It might be the English major in me, but I can’t help but wish a search engine existed with the express purpose of delivering profound results for the people. “Aha” moments would dominate the search rankings while information you can get everywhere else falls behind the work of daring thinkers.
This technology, of course, trickles into the ever difficult world of semantics. We’d have to answer “What is profound? How do we determine what resonates with some people while other pieces of information prove repetitive or outside the realm of understanding?”
It’s hard enough today for normal search engines to classify and rank information by search term relevance, but in the future I see tremendous value in reclassifying and making sense of information in entirely new and unheard of ways. Think Pinterest, for example. The social network thrives off of the idea that people collect things they’re fond of. Take this a step further and really what you have is a classification of information based on personal affinity.

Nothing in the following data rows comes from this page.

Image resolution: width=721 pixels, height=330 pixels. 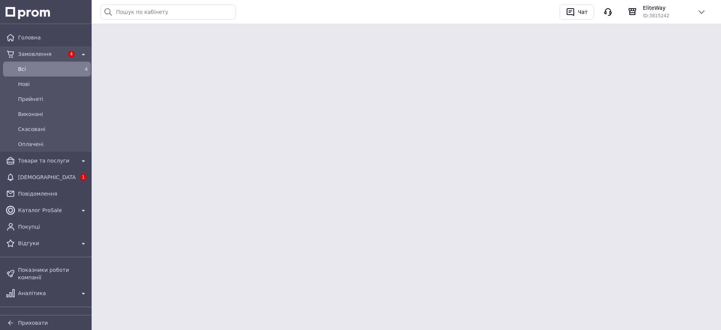 I want to click on span: Приховати, so click(x=33, y=323).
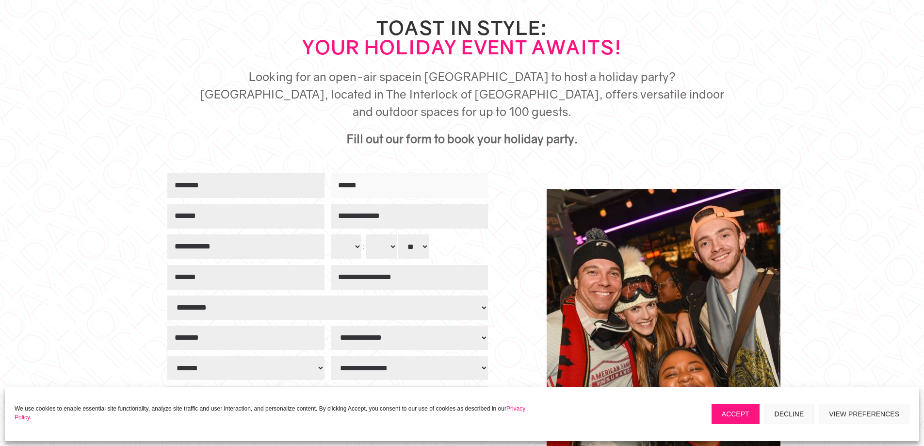 This screenshot has height=446, width=924. What do you see at coordinates (864, 414) in the screenshot?
I see `button: View preferences` at bounding box center [864, 414].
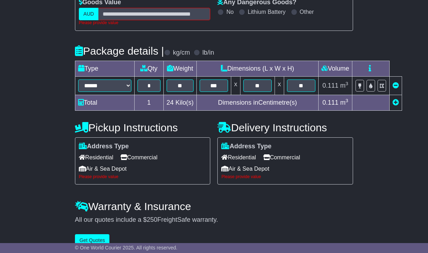 This screenshot has height=253, width=428. Describe the element at coordinates (104, 103) in the screenshot. I see `td: Total` at that location.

The real accomplishment here is that Pinterest didn’t have to devise some grand algorithm or fuss with crawling the web. The social network turned users into the sorters of information, and in many ways that’s what makes Pinterest special. It’s no search engine, of course, but the information that trickles to the top is the well liked.
We’re probably a long way off from a search engine that register’s a person’s developmental stage to figure out what’s meaningful, relevant and profound, but this could very well be the type of thing that’s coming. When it arrives we’ll have more information filters than ever, but as we’re deluged with information the filters become the most important part.